The final difficulty for many operators has been the impact of the many wars and civil disturbances that have occurred over the last fifty years. Railways are often one of the first targets for destruction and this has affected many railways, either directly (e.g. Angola, Mozambique, Ethiopia, Eritrea) or indirectly by cutting inland railways off from their ports (e.g. Malawi and Burkina Faso).
As a result, most of the railways that have been presented for concessioning in Africa have been (and generally still are) badly run-down, requiring substantial rehabilitation of both infrastructure and rollingstock. Even where they may have significant traffic volumes by local standards, these are generally low by world standards (a railway carrying more than 1 billion net tonne-km is the exception rather than the rule in much of Africa), and the concessions often come with requirements to continue operating a loss-making passenger service
Nevertheless, the rhetoric accompanying some of the transactions suggests that many politicians believe, or want to believe, that the concession award will be the prelude to very substantial investments by the concessionaires, particularly in infrastructure. To date, this has barely materialized, with most infrastructure improvements being done with international financial institution (IFI)or donor funds. The main issue for most sub-Saharan railways is whether concessioning is just a temporary solution or whether some alternative approach is needed to ensure a long-term future for railway systems providing acceptable levels of service.
2The Railways
2.1The Networks
At the end of 2008, there were 52 railways operating in 33 countries in sub-Saharan Africa (Annex 1 and Figure 2.1). Most of these used either the ‘Cape gauge’ (1,067 m or 3’6”) or the meter-gauge. The main interconnected network in southern and central Africa is Cape-gauge, as far north as DRC and southern Tanzania; it is also used in the ex-British possessions of Ghana, Nigeria and Sudan and, a little surprisingly[2], in Congo Brazzaville. Meter-gauge is used in all the other ex-French possessions and also in the East African network linking Kenya, Uganda and northern Tanzania as well as the disconnected Ethiopian line. There has been a number of narrow-gauge lines at various times; most[3] of these remaining are either derelict or not operating. There are also a number of isolated standard-gauge lines; those in Mauritania and Guinea are privately-operated mineral lines whilst that in Gabon, although primarily developed for mineral traffic, is a public railway which also carries general traffic and a passenger service.

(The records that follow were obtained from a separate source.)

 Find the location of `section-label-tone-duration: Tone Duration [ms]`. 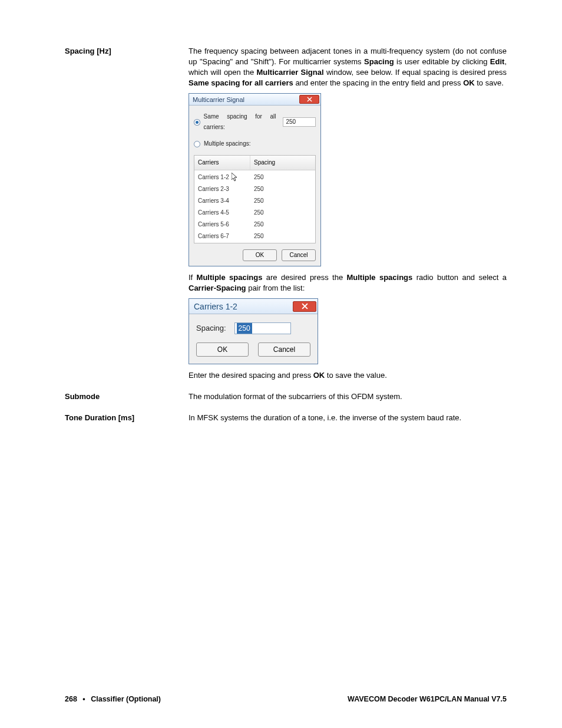

section-label-tone-duration: Tone Duration [ms] is located at coordinates (127, 418).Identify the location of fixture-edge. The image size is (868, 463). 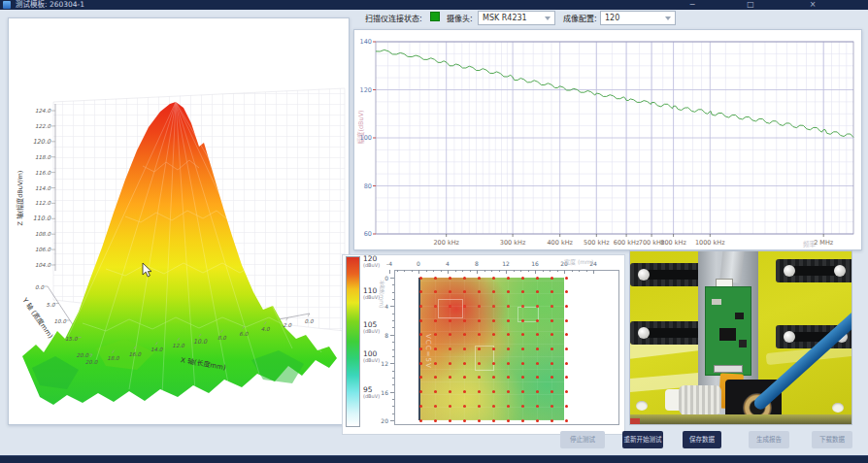
(742, 419).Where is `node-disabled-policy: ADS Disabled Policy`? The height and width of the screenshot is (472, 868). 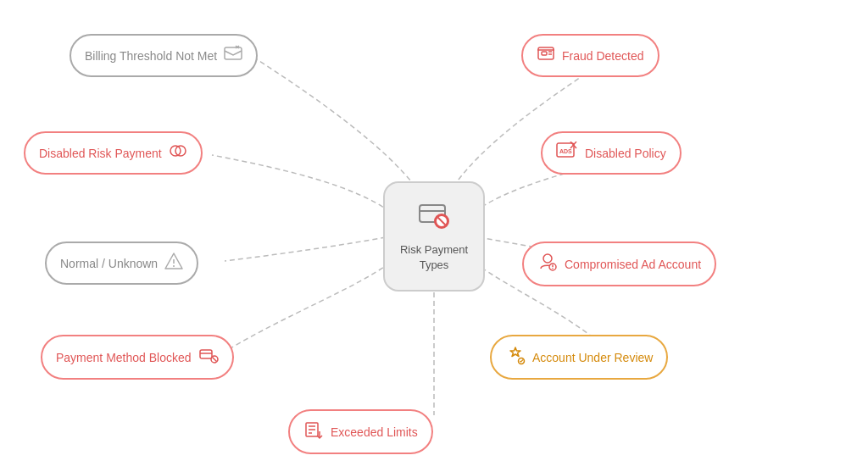
node-disabled-policy: ADS Disabled Policy is located at coordinates (611, 153).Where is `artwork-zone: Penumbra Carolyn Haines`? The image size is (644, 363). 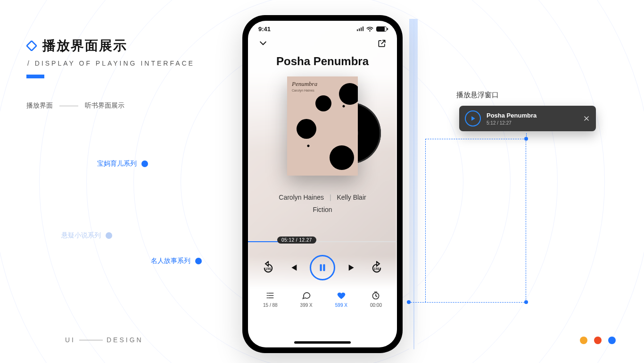
artwork-zone: Penumbra Carolyn Haines is located at coordinates (322, 133).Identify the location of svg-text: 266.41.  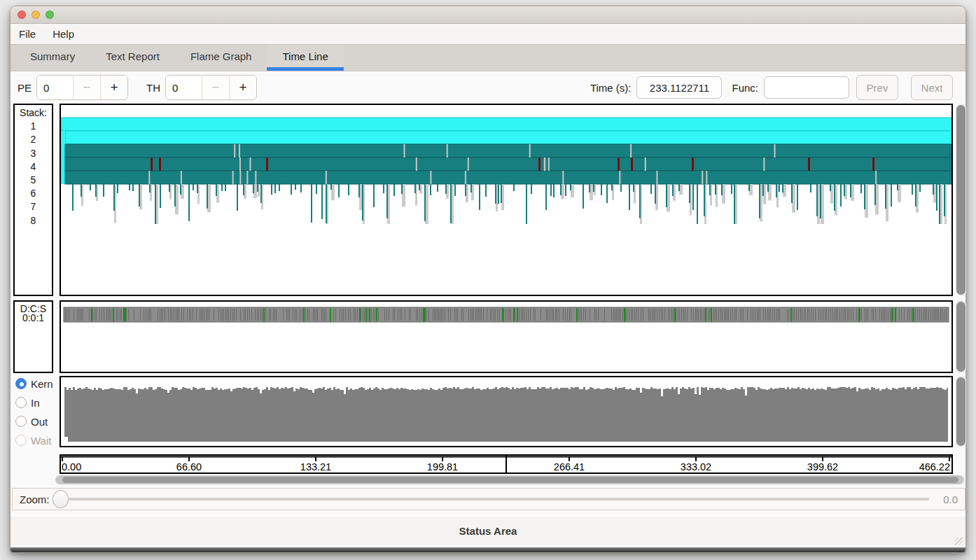
(569, 467).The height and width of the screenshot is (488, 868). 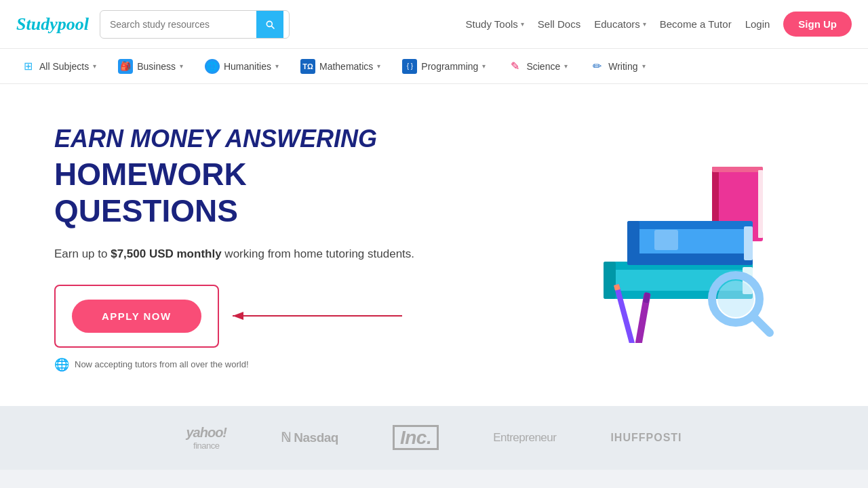 What do you see at coordinates (58, 66) in the screenshot?
I see `subject-all-subjects: ⊞ All Subjects ▾` at bounding box center [58, 66].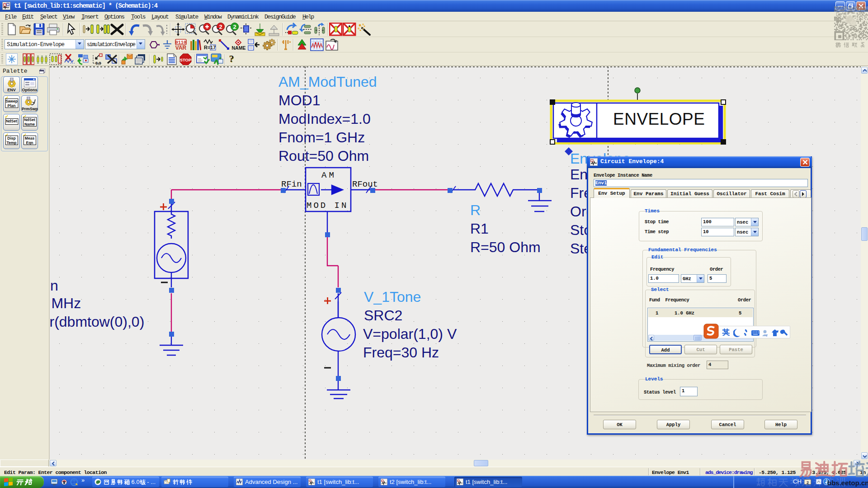  Describe the element at coordinates (365, 184) in the screenshot. I see `svg-text: RFout` at that location.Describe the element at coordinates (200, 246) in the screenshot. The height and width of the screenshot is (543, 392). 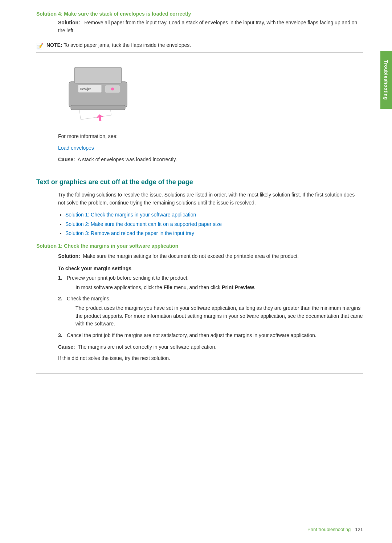
I see `solution1-heading: Solution 1: Check the margins in your so…` at that location.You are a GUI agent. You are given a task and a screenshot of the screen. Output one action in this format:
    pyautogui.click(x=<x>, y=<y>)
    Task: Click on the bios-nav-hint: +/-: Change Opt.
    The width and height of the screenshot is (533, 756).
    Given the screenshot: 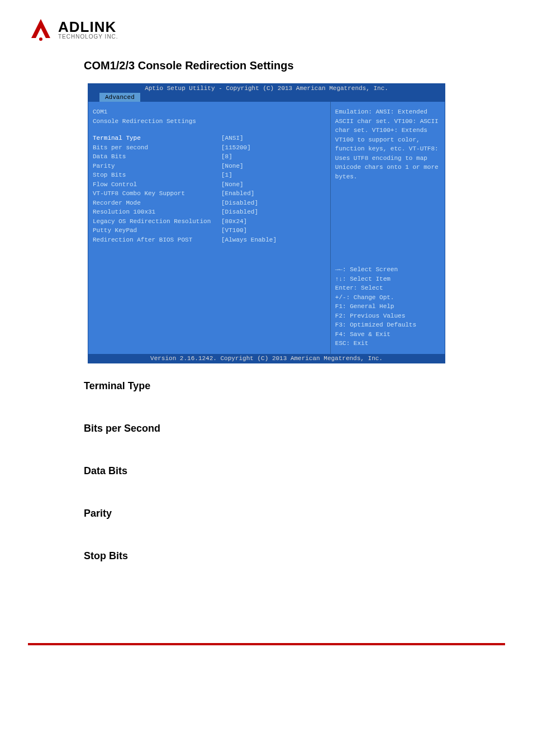 What is the action you would take?
    pyautogui.click(x=388, y=297)
    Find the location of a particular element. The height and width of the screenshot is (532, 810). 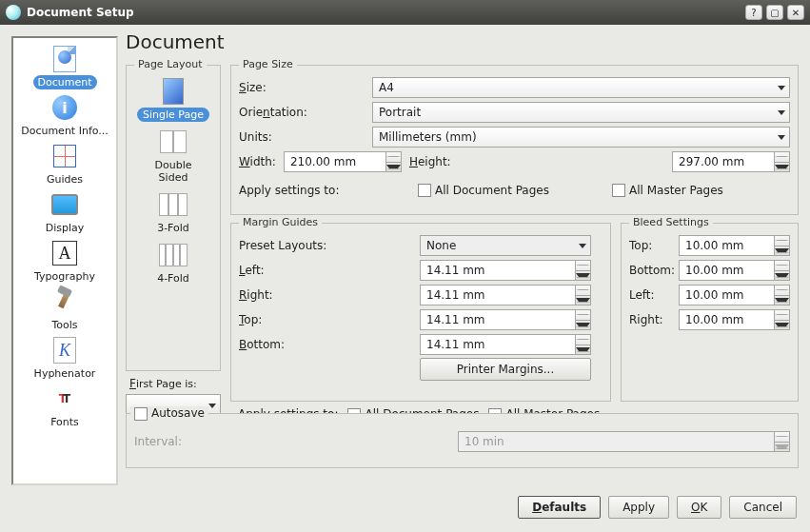

close-button: ✕ is located at coordinates (796, 12).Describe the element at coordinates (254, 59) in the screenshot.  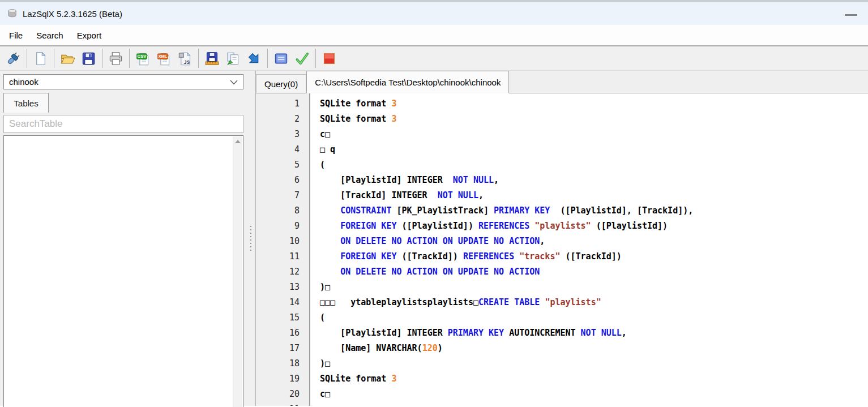
I see `run-export-icon` at that location.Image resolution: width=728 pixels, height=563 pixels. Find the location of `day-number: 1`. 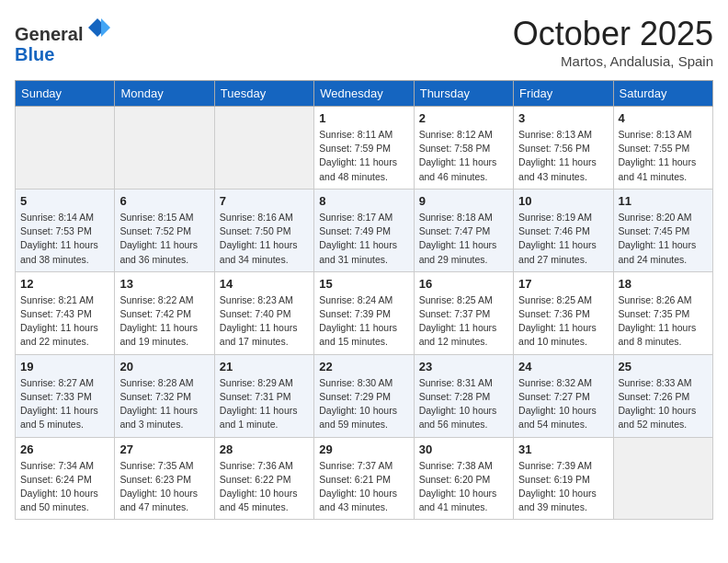

day-number: 1 is located at coordinates (364, 118).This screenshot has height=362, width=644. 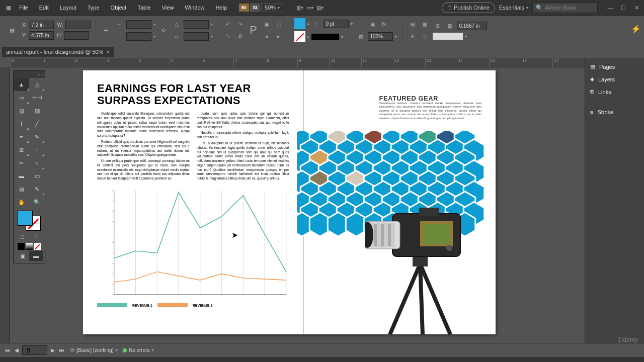 What do you see at coordinates (94, 350) in the screenshot?
I see `preflight-profile: ⟳[Basic] (working)▾` at bounding box center [94, 350].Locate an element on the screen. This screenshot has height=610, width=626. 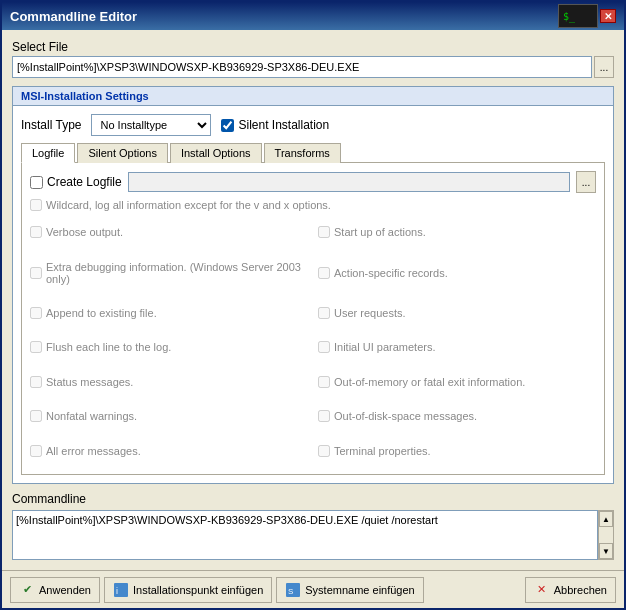
option-flush: Flush each line to the log. is located at coordinates (169, 347).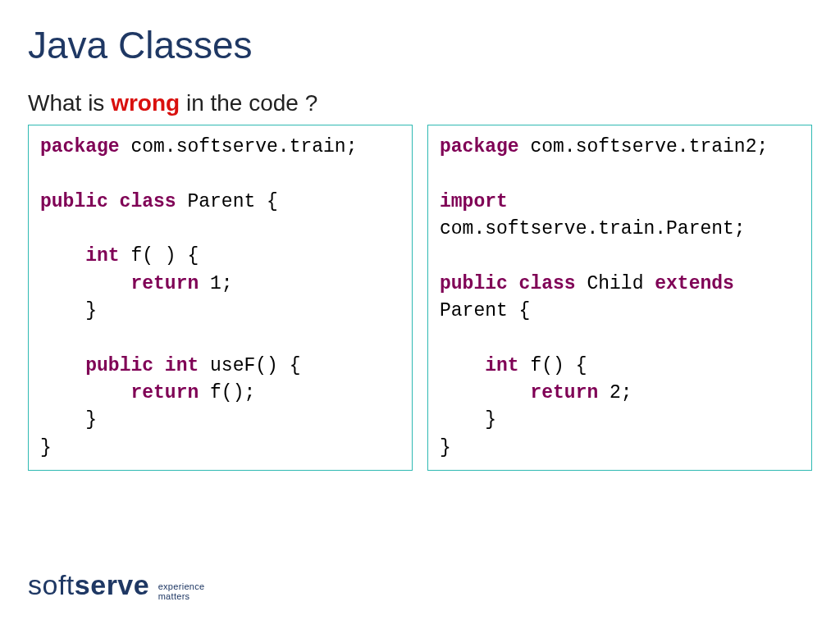 The height and width of the screenshot is (629, 840). What do you see at coordinates (116, 586) in the screenshot?
I see `footer-logo: softserve experience matters` at bounding box center [116, 586].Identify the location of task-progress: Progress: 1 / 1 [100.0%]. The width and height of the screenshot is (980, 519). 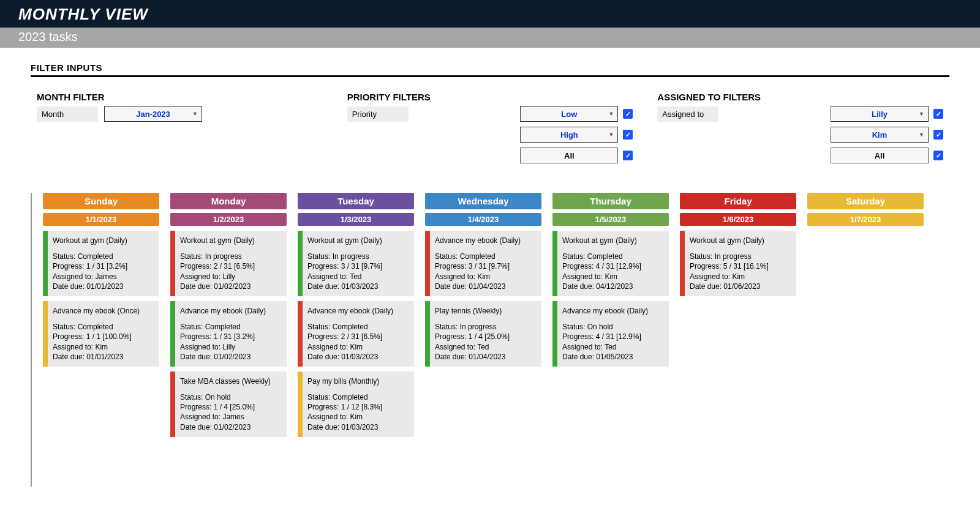
(104, 337).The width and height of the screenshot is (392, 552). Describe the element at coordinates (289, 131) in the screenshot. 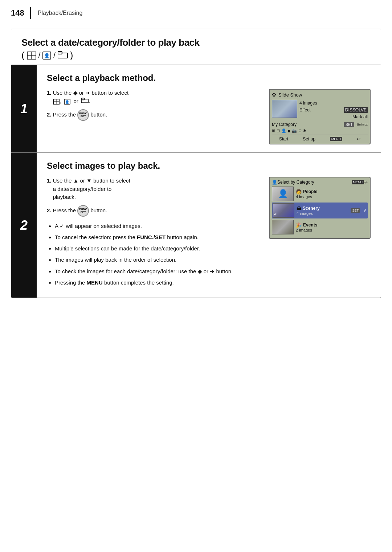

I see `icon-square-small: ■` at that location.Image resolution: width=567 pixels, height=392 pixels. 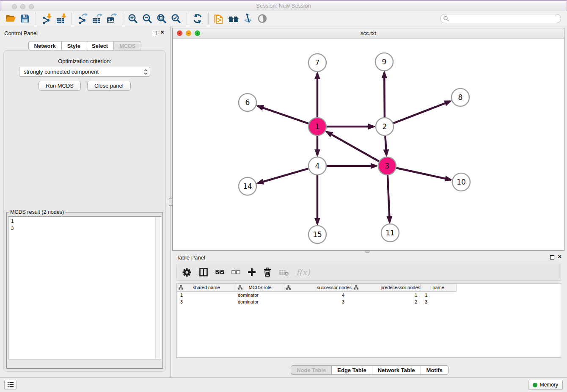 What do you see at coordinates (80, 72) in the screenshot?
I see `criterion-selected-value: strongly connected component` at bounding box center [80, 72].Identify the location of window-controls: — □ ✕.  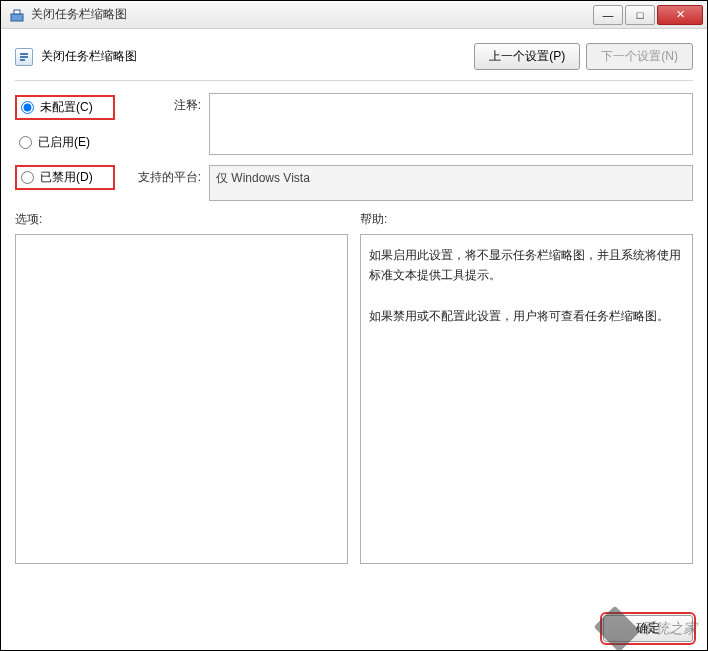
(648, 15).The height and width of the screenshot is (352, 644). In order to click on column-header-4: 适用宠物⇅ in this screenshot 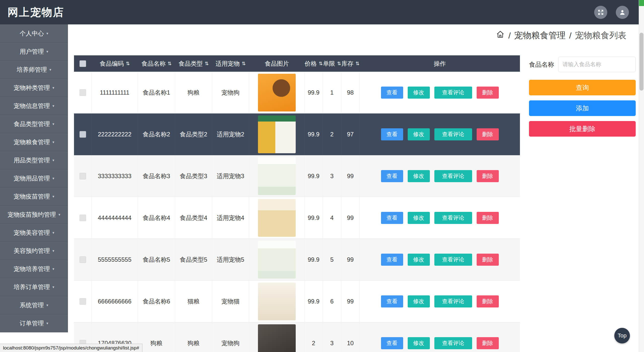, I will do `click(231, 63)`.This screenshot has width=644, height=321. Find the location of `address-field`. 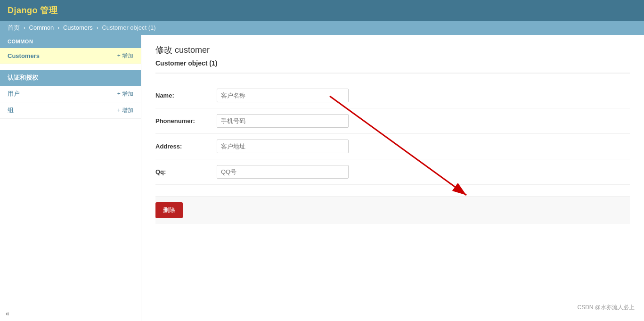

address-field is located at coordinates (283, 146).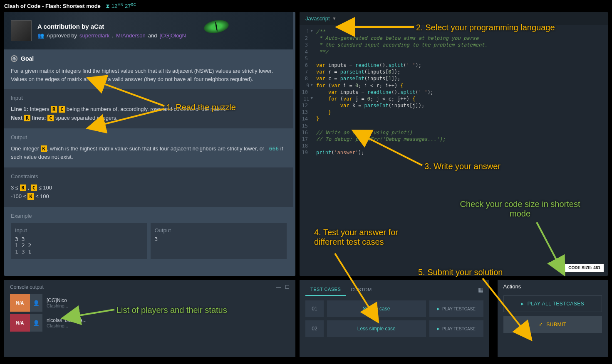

Although the multiplicity of gauges suggests that inter-operability is a major problem in Africa, this is far from the case at present as there are only three places, two in Tanzania and one in Guinea, where there are two gauges in the same location. However, if some of the proposed connecting lines are constructed, this will become more of an issue.
The South African-based Cape-gauge network, in theory[4], connects eleven countries, and the East African network directly connects three. There are two international meter-gauge networks in West Africaconnecting land-locked French-speaking countries to the coast: Ouagadougou-Abidjan (Sitarail), linking Burkina Faso to Côte d’Ivoire and Bamako-Dakar (Transrail), linking Mali to Senegal and one in East Africa, linking Ethiopia to Djibouti. Other networks do not cross international borders but provide railheads from which traffic can be on-carried by road: Cotonou-Niamey (OCBN), which is entirely within Benin, provides a link to Niamey through a railhead at Parakou;Camrail provides railheads for traffic between the port of Douala in Cameroon and the Central African Republic and Chad.; and, in East Africa, TRC and KRC, carry traffic for Burundi (and eastern DRC) and Rwanda respectively.